Nuclear Storm
by Leo Kurtenbach
May 13, 2009
To the Editor,
Would it not make Canadians proud to state: "We [Canadians] no longer encourage, support or want to subsidize the production and sale of uranium?
We now know that our Saskatchewan uranium has, in the past, and most certainly is still being utilized to construct nuclear bombs, and will be the uranium fuel for the proposed nuclear power reactors of the future.
The depleted uranium [DU] is also being used to enhance the deadly power of the weapons of war.
NATO forces have used DU in Yugoslavia, Iraq and Afghanistan. Therefore, because of our claim to be democratic nations, we all are responsible for related health problems in the areas of armed conflict - particularly cancer among innocent civilians in the long term, especially children who are more vulnerable to the health risks due to the presence of DU. Of course, this is not meant to diminish the health risks to our own soldiers where DU weapons are in use.
Despite the propaganda and claims that nuclear power is "clean", there are over 100 separate chemicals produced and released into the environment only when nuclear weapons explode and nuclear reactors operate.
No doubt building reactors will create jobs, and resulting profits are deemed necessary for the corporations that are the proponents of nuclear power.
However, there remains the real danger of low-level radiation, the monster of waste disposal, and the possible horror that just one of the over a hundred aging nuclear power reactors in North America could be our first Chernobyl.
First of all, let us deal with the question of waste disposal.
The US has spent about $10 billion in their failed proposal to use the Yucca rock formation as the burial ground for their nuclear waste. 0ur beleaguered planet is littered with hundred of thousands of tonnes of unsafe nuclear waste materials.
When Chernobyl exploded 23 years ago, the city of Kiev eighty kilometers away was heavily dusted with radioactive debris. Dr. Alexy Yablokov, former president of the Centre for Russian Environmental Policy, estimated total death toll at 300,000. About ten years ago we were part of a group organized out of Brandon on a tour to Cuba. We were told by a doctor [a woman] at a children's hospital in Cuba, that Cuban health officials had taken in 30,000 children from the areas around Chernobyl for treatment due to radioactive exposure caused by the Chernobyl explosion. Cuba did this at their own expense.
According to a 2006 publication of the National Geographic Society stated that, as a result of the Chernobyl accident, there has been radioactive soil contamination of roughly an area of over 500 miles in diameter.
Why would we want to trap future generations with dangerous radioactive materials that mankind may never be able to undo or control?
After all, what is wrong with diligent onservation of our present energy resources, natural gas, hydro, wind, coal, water, fossil fuels, and the boundless energy of the sun?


Please work out how many of the lines below include "illustration". Only the number should be given.

Data to examine:
——
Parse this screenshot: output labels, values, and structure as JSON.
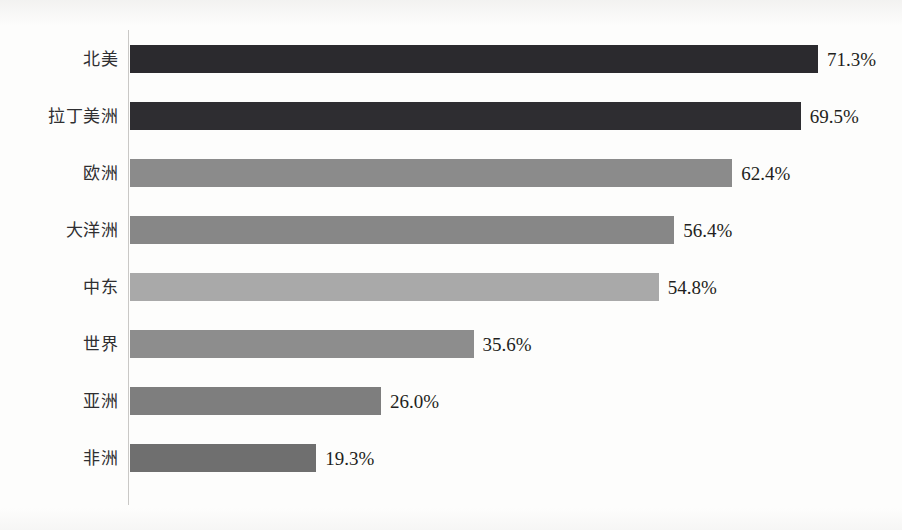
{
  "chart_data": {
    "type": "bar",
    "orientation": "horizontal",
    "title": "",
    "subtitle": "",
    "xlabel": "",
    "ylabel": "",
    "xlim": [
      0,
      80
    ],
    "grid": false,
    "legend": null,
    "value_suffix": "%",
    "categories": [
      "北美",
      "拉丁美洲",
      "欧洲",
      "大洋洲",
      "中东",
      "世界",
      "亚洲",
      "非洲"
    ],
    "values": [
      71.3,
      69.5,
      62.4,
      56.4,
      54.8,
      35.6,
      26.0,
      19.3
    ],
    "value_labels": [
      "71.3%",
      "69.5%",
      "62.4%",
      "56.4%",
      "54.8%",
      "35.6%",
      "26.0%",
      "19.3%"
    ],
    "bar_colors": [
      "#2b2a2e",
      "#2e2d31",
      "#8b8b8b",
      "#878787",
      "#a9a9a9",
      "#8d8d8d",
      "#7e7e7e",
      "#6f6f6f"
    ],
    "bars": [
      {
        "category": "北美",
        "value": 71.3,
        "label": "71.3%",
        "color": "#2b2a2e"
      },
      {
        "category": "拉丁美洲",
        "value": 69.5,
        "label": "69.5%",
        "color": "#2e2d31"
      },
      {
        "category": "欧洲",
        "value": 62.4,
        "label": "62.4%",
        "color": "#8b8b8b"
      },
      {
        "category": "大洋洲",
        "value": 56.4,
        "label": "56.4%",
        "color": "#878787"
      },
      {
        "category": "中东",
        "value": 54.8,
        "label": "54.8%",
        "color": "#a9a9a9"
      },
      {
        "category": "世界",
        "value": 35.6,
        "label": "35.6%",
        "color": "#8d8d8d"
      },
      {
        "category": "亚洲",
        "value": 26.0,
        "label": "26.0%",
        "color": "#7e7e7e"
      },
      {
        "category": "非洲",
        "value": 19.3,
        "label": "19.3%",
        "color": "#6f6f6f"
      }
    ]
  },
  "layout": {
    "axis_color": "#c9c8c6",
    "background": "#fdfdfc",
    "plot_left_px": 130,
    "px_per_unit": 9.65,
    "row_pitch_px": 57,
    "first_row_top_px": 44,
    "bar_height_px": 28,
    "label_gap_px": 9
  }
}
——
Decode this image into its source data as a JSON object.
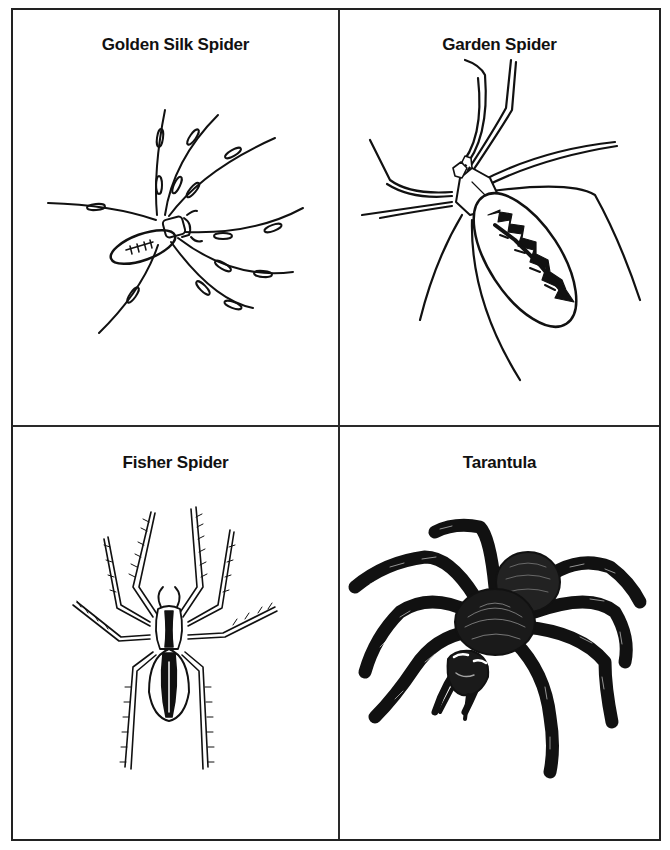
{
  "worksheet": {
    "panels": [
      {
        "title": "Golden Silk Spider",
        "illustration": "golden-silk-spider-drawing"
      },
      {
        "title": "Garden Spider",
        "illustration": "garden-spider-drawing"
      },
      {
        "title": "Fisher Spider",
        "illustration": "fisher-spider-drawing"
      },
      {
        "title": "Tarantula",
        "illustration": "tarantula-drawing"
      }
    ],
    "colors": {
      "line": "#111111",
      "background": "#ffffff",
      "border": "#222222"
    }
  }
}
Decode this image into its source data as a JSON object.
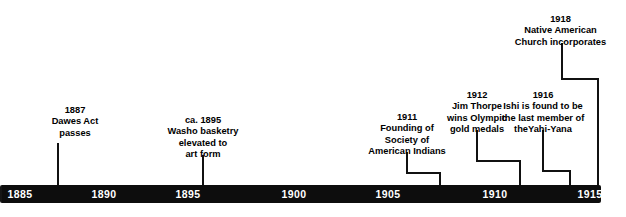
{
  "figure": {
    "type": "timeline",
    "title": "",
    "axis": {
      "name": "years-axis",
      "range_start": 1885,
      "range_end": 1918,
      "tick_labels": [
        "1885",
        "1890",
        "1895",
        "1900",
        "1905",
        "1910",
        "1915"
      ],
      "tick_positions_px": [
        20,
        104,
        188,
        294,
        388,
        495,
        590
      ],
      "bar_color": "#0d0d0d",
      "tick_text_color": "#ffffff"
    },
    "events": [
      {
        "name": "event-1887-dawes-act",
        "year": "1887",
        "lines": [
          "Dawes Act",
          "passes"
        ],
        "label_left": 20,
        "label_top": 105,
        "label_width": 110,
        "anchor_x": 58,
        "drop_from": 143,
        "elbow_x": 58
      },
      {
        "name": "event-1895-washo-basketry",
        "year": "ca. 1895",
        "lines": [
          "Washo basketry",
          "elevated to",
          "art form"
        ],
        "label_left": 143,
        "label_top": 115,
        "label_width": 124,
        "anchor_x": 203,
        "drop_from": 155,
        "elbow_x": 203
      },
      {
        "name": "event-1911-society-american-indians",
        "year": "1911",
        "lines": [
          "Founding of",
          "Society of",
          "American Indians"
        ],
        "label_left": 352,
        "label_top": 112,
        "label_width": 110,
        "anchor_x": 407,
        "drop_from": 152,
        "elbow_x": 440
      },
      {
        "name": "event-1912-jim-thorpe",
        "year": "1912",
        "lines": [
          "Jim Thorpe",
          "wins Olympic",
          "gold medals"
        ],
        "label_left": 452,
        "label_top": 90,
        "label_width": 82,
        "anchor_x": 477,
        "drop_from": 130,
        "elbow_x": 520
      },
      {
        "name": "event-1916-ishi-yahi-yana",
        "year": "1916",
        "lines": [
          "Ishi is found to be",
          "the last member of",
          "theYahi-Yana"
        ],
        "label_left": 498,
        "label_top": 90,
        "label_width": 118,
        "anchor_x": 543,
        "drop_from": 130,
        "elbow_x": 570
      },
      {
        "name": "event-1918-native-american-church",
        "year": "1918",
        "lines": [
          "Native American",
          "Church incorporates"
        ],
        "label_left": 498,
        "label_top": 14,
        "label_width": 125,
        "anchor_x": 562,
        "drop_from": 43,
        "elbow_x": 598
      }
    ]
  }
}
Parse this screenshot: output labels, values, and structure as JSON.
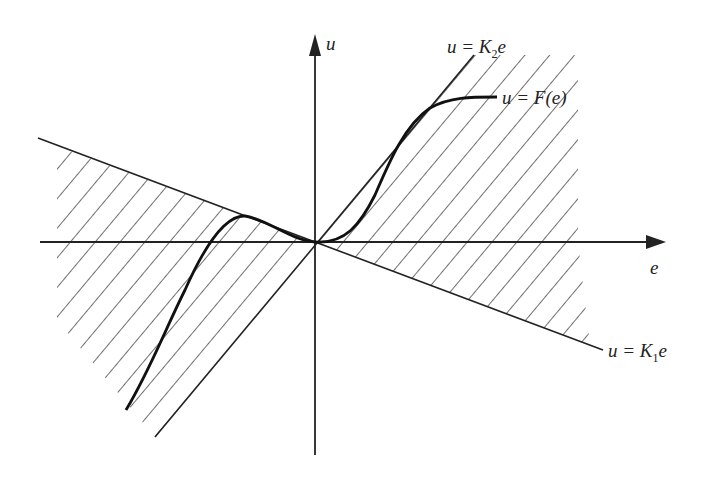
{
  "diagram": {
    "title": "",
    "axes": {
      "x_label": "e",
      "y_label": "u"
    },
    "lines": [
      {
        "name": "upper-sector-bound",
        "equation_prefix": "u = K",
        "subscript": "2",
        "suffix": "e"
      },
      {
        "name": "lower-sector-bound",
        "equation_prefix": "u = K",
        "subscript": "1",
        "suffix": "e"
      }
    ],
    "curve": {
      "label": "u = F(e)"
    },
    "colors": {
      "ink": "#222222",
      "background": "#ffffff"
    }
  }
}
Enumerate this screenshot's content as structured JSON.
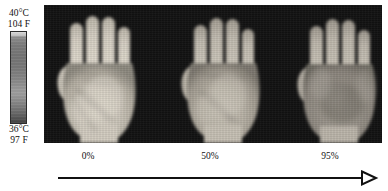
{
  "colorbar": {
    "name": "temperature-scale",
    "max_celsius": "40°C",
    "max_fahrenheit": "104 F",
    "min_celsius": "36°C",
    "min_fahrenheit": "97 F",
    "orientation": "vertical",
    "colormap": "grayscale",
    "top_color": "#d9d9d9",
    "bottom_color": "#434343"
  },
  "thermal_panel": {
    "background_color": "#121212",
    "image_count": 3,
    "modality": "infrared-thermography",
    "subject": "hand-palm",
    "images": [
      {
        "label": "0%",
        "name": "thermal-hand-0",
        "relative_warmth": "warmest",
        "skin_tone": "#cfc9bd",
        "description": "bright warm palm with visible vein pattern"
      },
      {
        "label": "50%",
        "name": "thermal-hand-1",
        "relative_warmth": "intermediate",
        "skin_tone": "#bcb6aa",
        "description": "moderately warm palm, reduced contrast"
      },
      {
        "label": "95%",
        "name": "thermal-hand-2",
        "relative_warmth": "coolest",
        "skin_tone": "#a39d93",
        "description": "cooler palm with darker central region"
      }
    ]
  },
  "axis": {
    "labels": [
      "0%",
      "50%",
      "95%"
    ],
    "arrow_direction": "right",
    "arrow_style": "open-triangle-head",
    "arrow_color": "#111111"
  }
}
——
Problem solution: 4